But now (in the After-world she inhabited, too many thoughts began with those ominous words), she had her own past to long for wistfully in the bleakness of the present. The family they had built here had crumbled as easily as a playing card house, and it had caught them all by surprise. They had been certain that they were stronger than this, brashly arrogant, as always, for a group so easily shattered.

The first loss had come just moments after they had celebrated, joyfully united in a world, which, quite literally, had been filled with song. In her mind, that last moment of untainted happiness was the brightest of blues…the color of her dancing eyes, of the bouncing laughter which so poignantly reflected his love. The pretty sky blue had been splashed in with that terrible red, however, and, try as she might, the purity of the family portrait was forever destroyed. She could have fixed it, she thought, amended it, made it a masterpiece in it's own right once their numbers had been restored. It would have been changed, of course, irrevocably, by the violent splash of red, but they could have absorbed it into the spectrum of their history if given a break.

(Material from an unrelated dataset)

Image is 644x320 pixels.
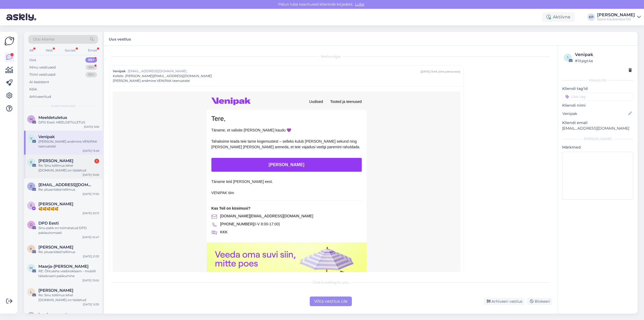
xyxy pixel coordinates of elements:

But the next loss came too suddenly, too unfathomably for any adjustment. He had been the youngest, the pet, and his betrayal introduced darker, more sinister tones to the work. No longer did the world reflect the love, however dysfunctional, that kept them together. The blackness of evil, which had, by their work's necessity, lurked always at the edges of the frame, had somehow been allowed to enter, and the portrait was inevitably tainted.

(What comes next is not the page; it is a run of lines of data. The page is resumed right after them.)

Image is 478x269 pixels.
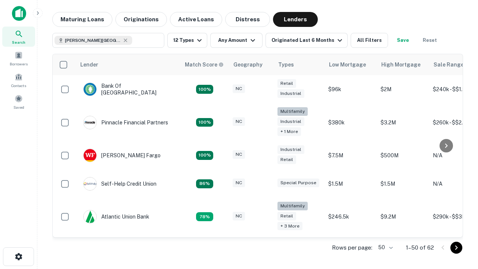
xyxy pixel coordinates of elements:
[2,70,35,90] a: Contacts
[12,6,26,21] img: capitalize-icon.png
[115,12,167,27] button: Originations
[278,155,296,164] div: Retail
[377,141,429,170] td: $500M
[2,92,35,112] a: Saved
[325,54,377,75] th: Low Mortgage
[196,118,213,127] div: Matching Properties: 23, hasApolloMatch: undefined
[84,149,96,162] img: picture
[83,83,173,96] div: Bank Of [GEOGRAPHIC_DATA]
[210,33,263,48] button: Any Amount
[233,117,245,126] div: NC
[377,75,429,103] td: $2M
[278,117,304,126] div: Industrial
[375,242,394,253] div: 50
[278,222,303,230] div: + 3 more
[377,54,429,75] th: High Mortgage
[2,48,35,68] a: Borrowers
[325,75,377,103] td: $96k
[84,177,96,190] img: picture
[351,33,388,48] button: All Filters
[272,36,344,45] div: Originated Last 6 Months
[185,61,222,69] h6: Match Score
[229,54,274,75] th: Geography
[196,151,213,160] div: Matching Properties: 14, hasApolloMatch: undefined
[434,60,464,69] div: Sale Range
[278,202,308,210] div: Multifamily
[391,33,415,48] button: Save your search to get updates of matches that match your search criteria.
[377,170,429,198] td: $1.5M
[325,141,377,170] td: $7.5M
[278,145,304,154] div: Industrial
[278,79,296,88] div: Retail
[273,12,318,27] button: Lenders
[325,198,377,236] td: $246.5k
[450,242,462,254] button: Go to next page
[180,54,229,75] th: Capitalize uses an advanced AI algorithm to match your search with the best lender. The match sco...
[83,210,149,223] div: Atlantic Union Bank
[278,60,294,69] div: Types
[329,60,366,69] div: Low Mortgage
[332,243,372,252] p: Rows per page:
[80,60,98,69] div: Lender
[377,103,429,141] td: $3.2M
[233,60,263,69] div: Geography
[65,37,121,44] span: [PERSON_NAME][GEOGRAPHIC_DATA], [GEOGRAPHIC_DATA]
[196,212,213,221] div: Matching Properties: 10, hasApolloMatch: undefined
[170,12,222,27] button: Active Loans
[185,61,224,69] div: Capitalize uses an advanced AI algorithm to match your search with the best lender. The match sco...
[418,33,442,48] button: Reset
[12,39,25,45] span: Search
[84,83,96,96] img: picture
[13,104,24,110] span: Saved
[266,33,348,48] button: Originated Last 6 Months
[196,85,213,94] div: Matching Properties: 14, hasApolloMatch: undefined
[2,27,35,47] a: Search
[381,60,421,69] div: High Mortgage
[325,103,377,141] td: $380k
[233,212,245,220] div: NC
[377,198,429,236] td: $9.2M
[278,107,308,116] div: Multifamily
[196,179,213,188] div: Matching Properties: 11, hasApolloMatch: undefined
[84,116,96,129] img: picture
[278,212,296,220] div: Retail
[325,170,377,198] td: $1.5M
[225,12,270,27] button: Distress
[76,54,180,75] th: Lender
[233,84,245,93] div: NC
[233,179,245,187] div: NC
[84,210,96,223] img: picture
[406,243,434,252] p: 1–50 of 62
[278,179,319,187] div: Special Purpose
[52,12,112,27] button: Maturing Loans
[167,33,207,48] button: 12 Types
[11,83,26,89] span: Contacts
[274,54,325,75] th: Types
[441,209,478,245] iframe: Chat Widget
[83,149,161,162] div: [PERSON_NAME] Fargo
[278,89,304,98] div: Industrial
[278,127,301,136] div: + 1 more
[233,150,245,159] div: NC
[83,177,156,190] div: Self-help Credit Union
[10,61,28,67] span: Borrowers
[83,116,168,129] div: Pinnacle Financial Partners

And now she had lost her lifeline. This loss had lacked the violence of the others. It had been civil, banal even, but the pain it left in its wake lacked none of the potency. She could not, rightfully, add any color to her mind's family portrait for this one. No, not even the darkest black or most vibrant red could encompass the fundamental break down of her support system. This pain was more akin to the tearing of a hole in the center of the canvas, or looking at her palate to find only grays and browns at her disposal. The world had been rendered ugly by the loss of trust, and it offended her artist's sensibilities. She feared, deeply, the loss of her color-world, and hated this new isolation. Separated by geography from the one person who could help her piece back together a relationship with a much wider rift than an ocean, she sat silently studying the canvases which still reflected, with newfound melancholy, her lost Before.